In scenarios where transactions require long-term relationship building, if we treat content push merely as a tool to collect customer tags and build customer profiles, while ignoring the essence of customer management, we are still playing a game of "guess what you like." We are competing on statistical probability, not understanding.
The essence of customer management is to enter the customer's mind and wallet at the critical moment of decision. That does not mean manipulation. It means being present with relevant understanding when the customer actually needs help.

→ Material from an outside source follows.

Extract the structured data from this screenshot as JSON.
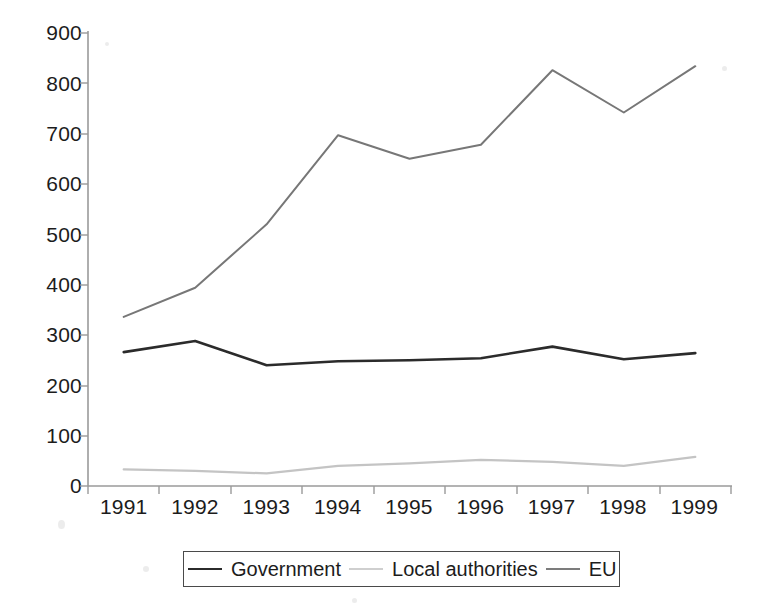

A platform may reduce your exposure, but it cannot easily replace your position in the customer's decision process. A platform can decide what content is distributed, but it cannot bear judgment and consequences on behalf of the customer. Even the most precise algorithmic recommendation can only infer preferences from past behavior. It cannot fully understand the customer's present context, constraints, hesitation, and responsibility. Trust, especially in insurance and financial services, cannot be created for an individual customer simply by scaling traffic.
Therefore, the answer to platform dependence is not to flee platforms. Nor is it merely to move traffic into private channels. The answer is to reposition one's value role: from traffic operations to decision participation.
Conclusion: Being Present When Customers Need Help Most
In the platform economy, what individuals and companies need to build is the ability to understand customer needs and enter the customer's decision process. The purpose is simple: to be present when customers need help most.
Platforms are powerful because they control traffic, distribution, and visibility. But the key to breaking through is not to fight platforms directly. It is to build another path of value. Instead of waiting to be distributed by platforms, companies should ask how they can become truly needed by customers. Instead of chasing exposure, they should learn how to enter the process through which customers form judgment and make choices.
When platforms control the distribution of content, products, and services, individuals and companies need to build a closed loop of capability: from need formation, trust building, problem reframing, and judgment formation to value realization. Once this chain is established, participants are no longer merely units of content, products, or services to be distributed. They become structural roles in the customer's decision process.
What we should oppose is not the platform economy itself, but the junk economy that emerges when platforms use traffic and algorithms to capture value from participants across industries. The part of the platform economy worth preserving is its ability to improve connection efficiency and reduce transaction costs. If that capability helps truly valuable people and companies become visible, understood, and trusted, then it deserves to be expanded.
What we should support is not everything that platforms amplify, but the individuals and companies that sincerely provide knowledge, experience, judgment, and responsibility. By understanding causality, reconstructing needs, and participating in decisions, they are the true creators of future value.
Individuals and companies may not be able to change platforms, and they do not need to. What they need is an upgrade in customer management: to rely less on traffic and content production, and gradually build their own loop of demand inquiry and decision influence.
For B2B service providers, this is also a reminder. Customers should stay because of value, not because of lock-in. This is not easy. But it should be a basic value principle for technology companies entering enterprise scenarios.